Tuesday, August 25, 2009

And I will explore you, too

[waking, beside you,
infinitesimal fraction
between life and death]


...
I'm a pioneer, exploring a new world between sleeping and dreaming, an infinitesimal fraction between life and death. Whether I blink my eyes open or blink my eyes shut, I see your lazy body outstretched like a cat sunning herself in the light afforded by an unshaded window. The image is on either side of my own window shades, my iris-shades, like when you stare at some complex geometric riddle in black and white. It's an optical illusion, and you are told to hold your gaze before shifting it to a blank wall. In the moments after your deep concentration, the image transposes and burns even more intensely for a time, dazzling you in dreamlike colors you never expected before it fades into nothingness.

There's an uneven level of cognition to my dream life and my awake life, like steep concrete steps in a parking garage you must climb if you ever want to get to your car, if you ever want to rejoin the realm of humans. Between the hours of midnight and 7:30, or 1 and 7:30, or later depending on the time we've had---but always ending at 7:30---, however, the level balances out, at least in one respect: I know that you are there. Awake or asleep, it makes a world of difference. Iris-shades drawn or open, I sense you. You are a topical illusion, and your image transposes and burns on my blank wall of a life in dreamlike colors.

I am just as dazzled, and just as puzzled.

So during this sliver called sleep, you dream your dream, and I dream mine, all the while knowing what the other is doing (as much as you know that your heart is still beating). When we wake, we make up for lost time in our separate Lost Times, kiss, and roll over. We share this particular dream before we return to our different dreams. But you're always tingeing the edges, burning that braided brainbender onto my blank wall in your radiant colors. You don't slip away when the sleep does, and you don't disappear when the ocular deceit does. You simply never fade.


» **TASK ITEM**
Check each line of the records for "Party"; collect those that have it.

» **PROVIDED DATA**
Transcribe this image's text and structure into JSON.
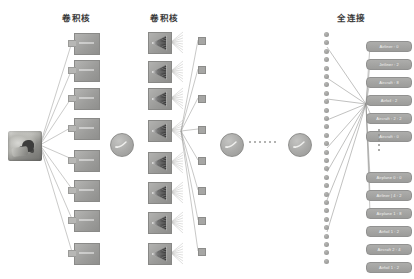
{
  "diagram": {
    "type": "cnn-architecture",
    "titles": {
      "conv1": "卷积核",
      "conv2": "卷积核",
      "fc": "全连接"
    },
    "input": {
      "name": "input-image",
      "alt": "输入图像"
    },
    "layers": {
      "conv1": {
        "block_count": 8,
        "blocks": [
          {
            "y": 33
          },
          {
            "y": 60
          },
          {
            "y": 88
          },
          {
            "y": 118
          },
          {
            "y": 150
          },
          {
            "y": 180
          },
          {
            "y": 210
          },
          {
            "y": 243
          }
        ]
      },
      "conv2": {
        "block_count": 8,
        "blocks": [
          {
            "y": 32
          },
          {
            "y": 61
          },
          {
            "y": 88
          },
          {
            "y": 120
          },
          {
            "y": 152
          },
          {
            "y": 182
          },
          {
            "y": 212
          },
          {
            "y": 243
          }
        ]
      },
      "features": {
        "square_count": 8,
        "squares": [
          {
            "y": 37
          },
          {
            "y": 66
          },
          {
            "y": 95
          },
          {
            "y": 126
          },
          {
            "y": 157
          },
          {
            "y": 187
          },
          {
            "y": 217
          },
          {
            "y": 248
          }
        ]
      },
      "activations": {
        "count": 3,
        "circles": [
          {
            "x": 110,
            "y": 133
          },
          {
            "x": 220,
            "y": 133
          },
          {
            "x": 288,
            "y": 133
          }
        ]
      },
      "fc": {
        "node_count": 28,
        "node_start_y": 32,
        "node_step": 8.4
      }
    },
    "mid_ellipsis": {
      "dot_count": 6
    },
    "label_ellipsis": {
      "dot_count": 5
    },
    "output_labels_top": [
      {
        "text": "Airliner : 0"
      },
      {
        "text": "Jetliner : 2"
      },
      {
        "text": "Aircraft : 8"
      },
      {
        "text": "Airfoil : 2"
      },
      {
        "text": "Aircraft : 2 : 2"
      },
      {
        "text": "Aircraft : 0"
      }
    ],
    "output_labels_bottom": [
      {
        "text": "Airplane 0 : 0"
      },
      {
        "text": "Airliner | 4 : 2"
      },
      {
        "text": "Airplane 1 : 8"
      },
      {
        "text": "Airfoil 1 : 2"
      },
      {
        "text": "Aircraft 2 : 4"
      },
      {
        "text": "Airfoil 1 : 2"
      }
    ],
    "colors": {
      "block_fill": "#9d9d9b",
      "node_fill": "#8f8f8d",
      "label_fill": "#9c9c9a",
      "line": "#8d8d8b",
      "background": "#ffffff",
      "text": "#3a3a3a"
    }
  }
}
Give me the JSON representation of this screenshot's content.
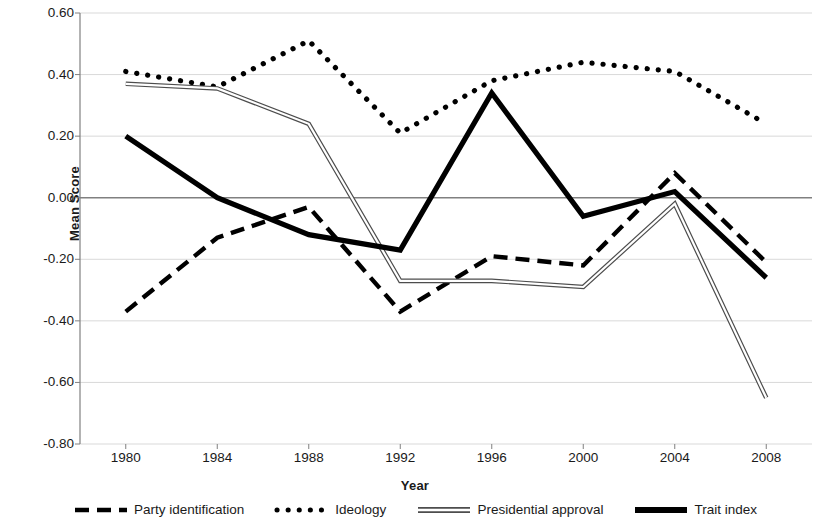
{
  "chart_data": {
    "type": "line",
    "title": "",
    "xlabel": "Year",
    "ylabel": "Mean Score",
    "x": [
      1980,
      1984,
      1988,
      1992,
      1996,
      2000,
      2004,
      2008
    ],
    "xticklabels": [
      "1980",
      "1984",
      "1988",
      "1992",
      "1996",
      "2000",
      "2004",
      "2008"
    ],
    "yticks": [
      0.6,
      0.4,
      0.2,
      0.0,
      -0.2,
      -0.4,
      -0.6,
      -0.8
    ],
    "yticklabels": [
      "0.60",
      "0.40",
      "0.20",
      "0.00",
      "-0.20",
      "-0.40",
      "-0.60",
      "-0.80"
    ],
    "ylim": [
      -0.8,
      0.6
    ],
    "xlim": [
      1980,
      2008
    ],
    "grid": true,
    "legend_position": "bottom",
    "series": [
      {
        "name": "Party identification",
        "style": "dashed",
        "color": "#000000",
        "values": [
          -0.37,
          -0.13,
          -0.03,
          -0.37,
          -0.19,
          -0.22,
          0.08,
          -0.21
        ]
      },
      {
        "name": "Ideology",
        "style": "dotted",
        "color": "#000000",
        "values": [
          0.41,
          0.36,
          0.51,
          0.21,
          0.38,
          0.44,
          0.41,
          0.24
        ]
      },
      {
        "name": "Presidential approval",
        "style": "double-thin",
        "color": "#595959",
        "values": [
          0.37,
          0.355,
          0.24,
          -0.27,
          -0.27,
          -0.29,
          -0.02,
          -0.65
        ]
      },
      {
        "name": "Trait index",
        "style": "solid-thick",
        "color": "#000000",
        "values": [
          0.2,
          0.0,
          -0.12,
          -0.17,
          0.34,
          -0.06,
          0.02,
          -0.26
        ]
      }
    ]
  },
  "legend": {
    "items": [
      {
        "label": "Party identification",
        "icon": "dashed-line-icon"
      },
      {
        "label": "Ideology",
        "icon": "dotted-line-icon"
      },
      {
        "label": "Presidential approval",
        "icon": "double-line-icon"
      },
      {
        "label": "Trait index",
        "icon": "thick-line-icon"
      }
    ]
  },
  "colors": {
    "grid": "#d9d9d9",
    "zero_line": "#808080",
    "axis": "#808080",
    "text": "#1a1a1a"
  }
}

» **REPLY**
        "name": "Party identification",
        "label": "Party identification",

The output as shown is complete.